Write back, word for word, the lines from the one containing "Identify the location" to the end of the listing below. Include nothing else, and no pictures.

Start of EXERCISE MATERIAL

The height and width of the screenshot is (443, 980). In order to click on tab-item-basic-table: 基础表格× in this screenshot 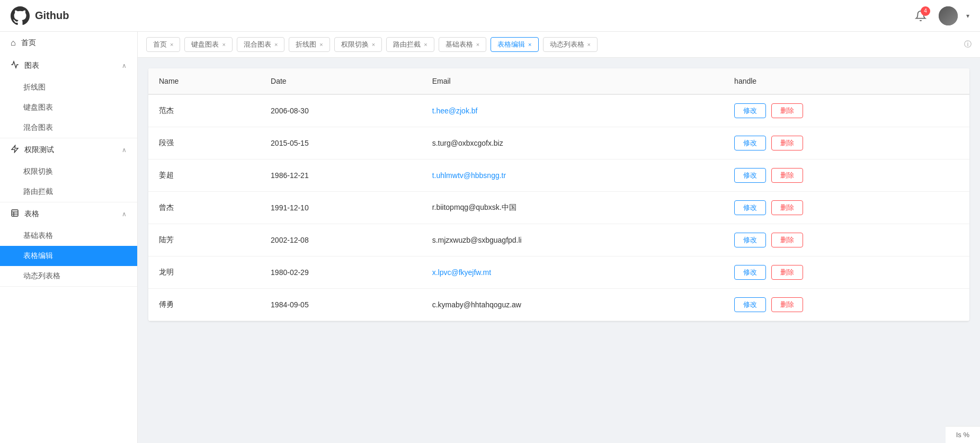, I will do `click(462, 45)`.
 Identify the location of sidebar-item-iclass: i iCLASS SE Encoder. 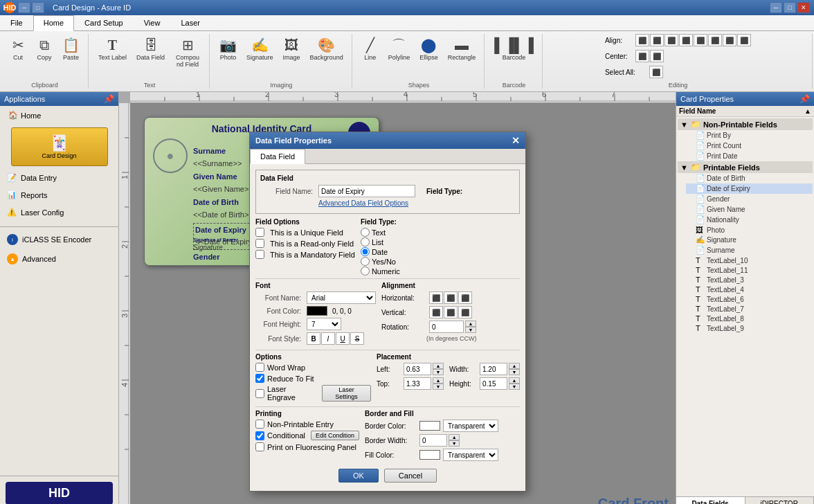
(60, 240).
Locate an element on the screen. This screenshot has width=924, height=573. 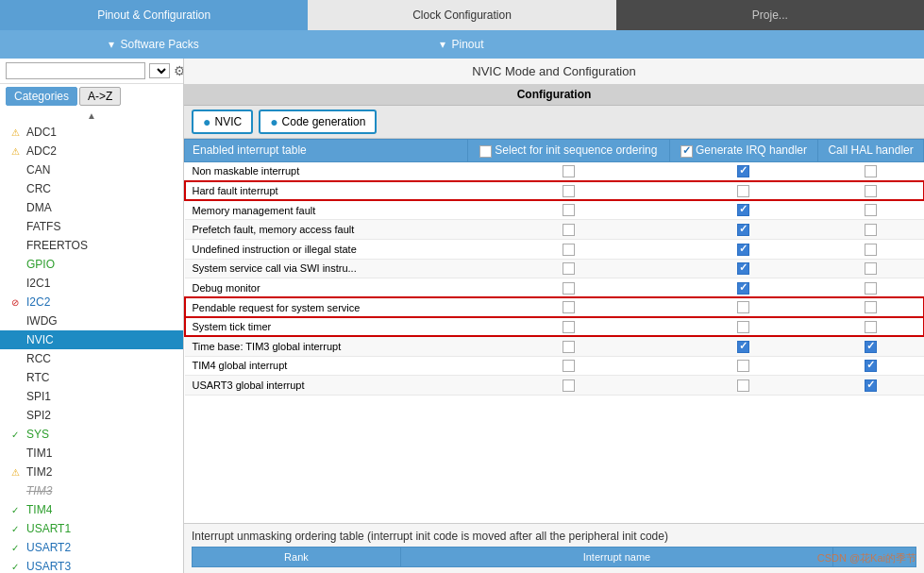
sidebar-item-rtc: RTC is located at coordinates (92, 378).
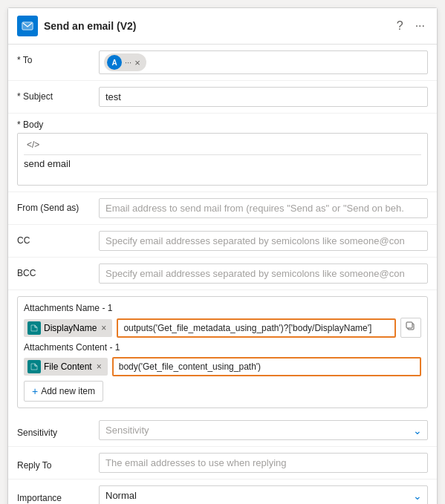 The height and width of the screenshot is (504, 445). I want to click on replyto-row: Reply To, so click(223, 463).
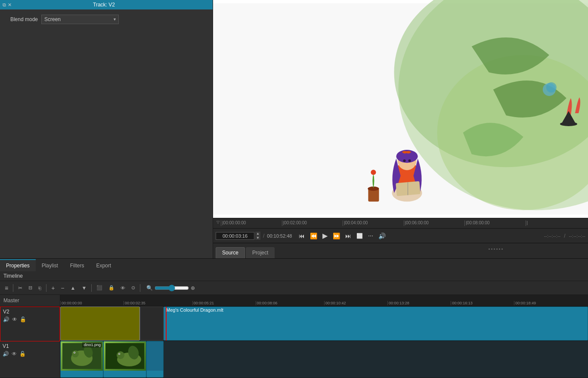 The image size is (588, 378). I want to click on master-label: Master, so click(11, 301).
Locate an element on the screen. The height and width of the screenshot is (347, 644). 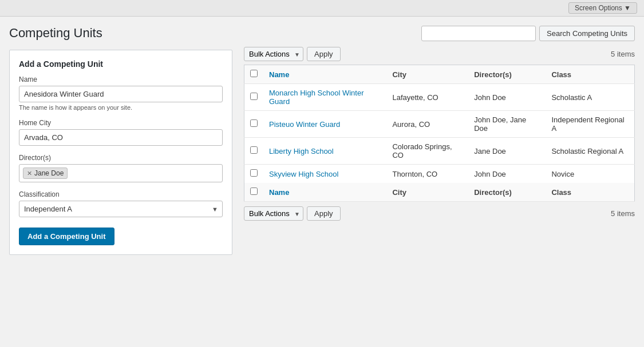
table-row: Pisteuo Winter GuardAurora, COJohn Doe, … is located at coordinates (440, 125).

End of EXERCISE MATERIAL

SOLUTION TO THIS TASK
 Identify the location of sidebar-item-iclass: i iCLASS SE Encoder. 
(60, 240).
Locate an element on the screen. This screenshot has width=924, height=573. 
sidebar-item-rtc: RTC is located at coordinates (92, 378).
 The height and width of the screenshot is (504, 445). I want to click on replyto-row: Reply To, so click(223, 463).
 The image size is (588, 378). I want to click on master-label: Master, so click(11, 301).
Locate an element on the screen. The height and width of the screenshot is (347, 644). 
table-row: Pisteuo Winter GuardAurora, COJohn Doe, … is located at coordinates (440, 125).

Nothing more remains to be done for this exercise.